Brandon did not turn around to answer her, he just kept walking away.
“Brandon
!” Nina said finally as they got to the driveway. “Look at me, please.”
“We’ll talk about this more at another time,” Brandon said as he got in his car. And then he drove off.
Nina stood there watching his car turn onto the road. She started gasping for air, stunned at what had just happened, what she’d just seen with her own eyes. “What?” she kept saying over and over, in between panicked breaths. “What?”
She sat down on the front stoop of her home to gather herself. Only then did it really sink in that her husband was leaving her for another woman.
She began to cry without even realizing it, wiping her cheeks but unable to keep up with the tears. Her eyes grew red and swollen. She could not move from her place on the stoop, heavy and dead, like an anchor tied to nothing.
She cried until the sun started to set, until the birds settled into their trees. She’d have to tell her siblings he was gone. She felt embarrassed, thinking of how excited she’d been to take them to Bora-Bora. She grew cold, sitting outside in Brandon’s underwear.
And then she stood up and dried her eyes. And she thought of June. She’d lived this all before, of course. Watching her mother go through it.
Family histories repeat, Nina thought.
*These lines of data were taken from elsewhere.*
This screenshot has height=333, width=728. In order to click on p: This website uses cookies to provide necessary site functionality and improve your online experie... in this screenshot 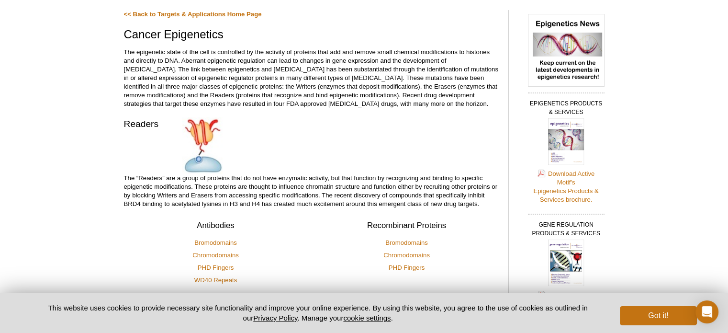, I will do `click(318, 312)`.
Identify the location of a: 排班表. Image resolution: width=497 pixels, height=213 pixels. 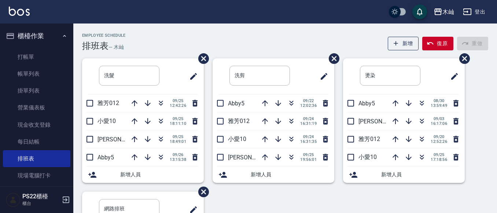
(37, 158).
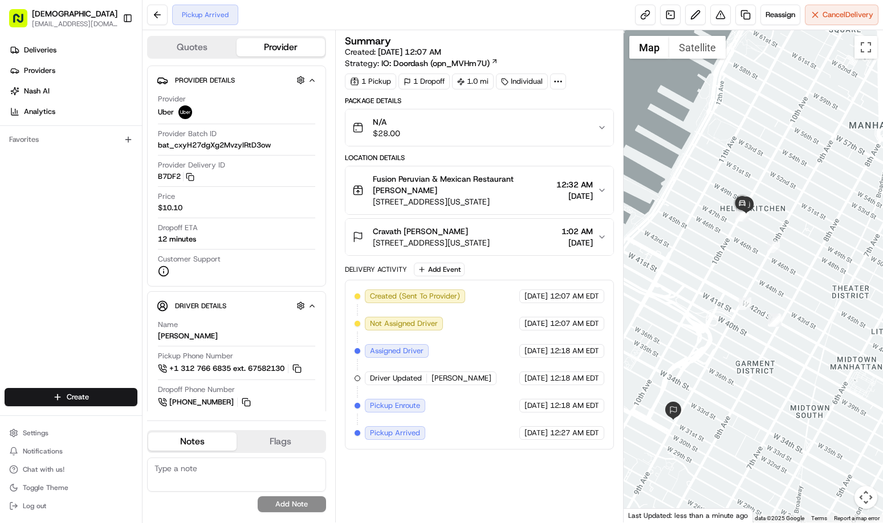 This screenshot has width=883, height=523. What do you see at coordinates (773, 247) in the screenshot?
I see `div: 5` at bounding box center [773, 247].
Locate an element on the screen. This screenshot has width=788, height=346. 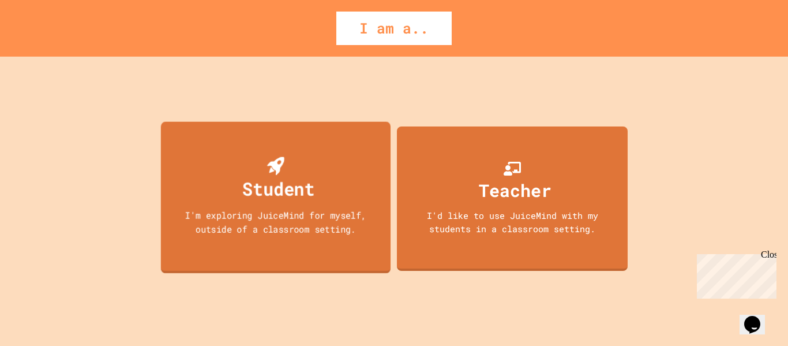
div: I'm exploring JuiceMind for myself, outside of a classroom setting. is located at coordinates (276, 221).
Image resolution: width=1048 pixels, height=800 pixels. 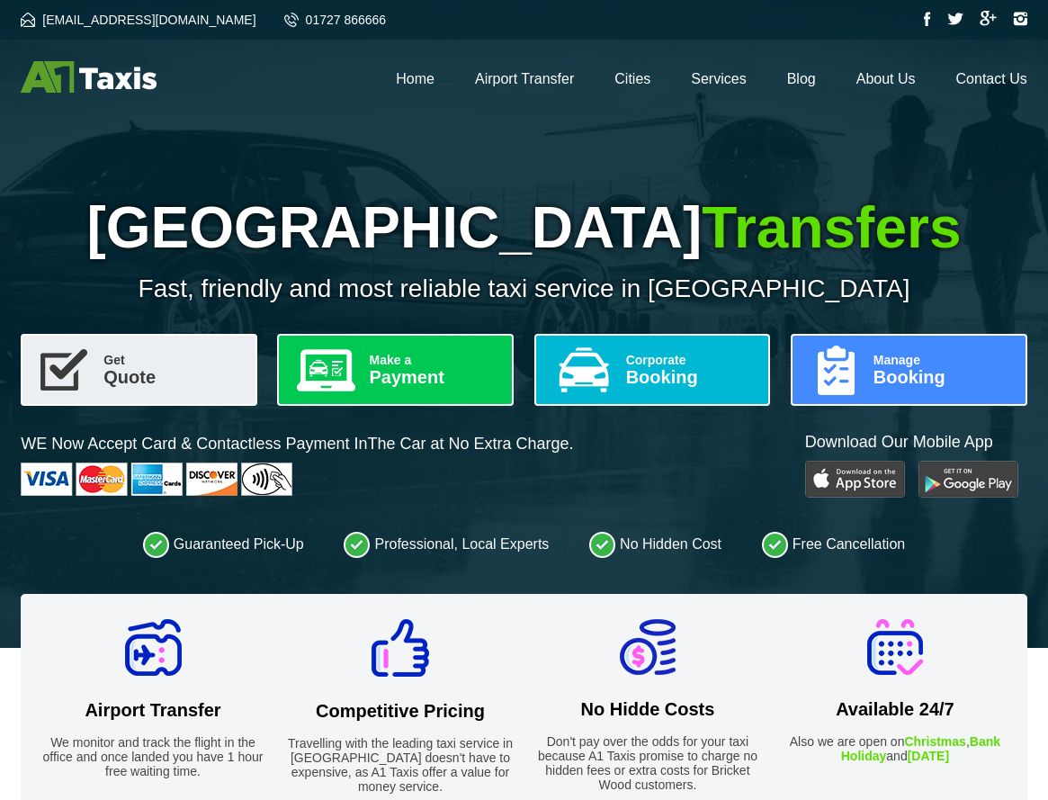 What do you see at coordinates (988, 18) in the screenshot?
I see `img: Google Plus` at bounding box center [988, 18].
For a moment, she wondered if it was pointless to try to escape it.
Maybe our parents’ lives are imprinted within us, maybe the only fate there is is the temptation of reliving their mistakes. Maybe, try as we might, we will never be able to outrun the blood that runs through our veins.
Or.
Or maybe we are free the moment we’re born. Maybe everything we’ve ever done is by our own hands.
Nina wasn’t sure.
She just knew that, somehow, after everything that had happened in her life, she had ended up all alone on the front stoop, left behind by a man she had dared to trust.
Part Two
* * *
7:00 P.M. TO 7:00 A.M.
7:00 P.M.
The clock struck seven and Kit’s best friend, Vanessa de la Cruz, pulled up to Nina’s house, the first to arrive. She was immediately approached by one of the team of valets and stepped out of her car.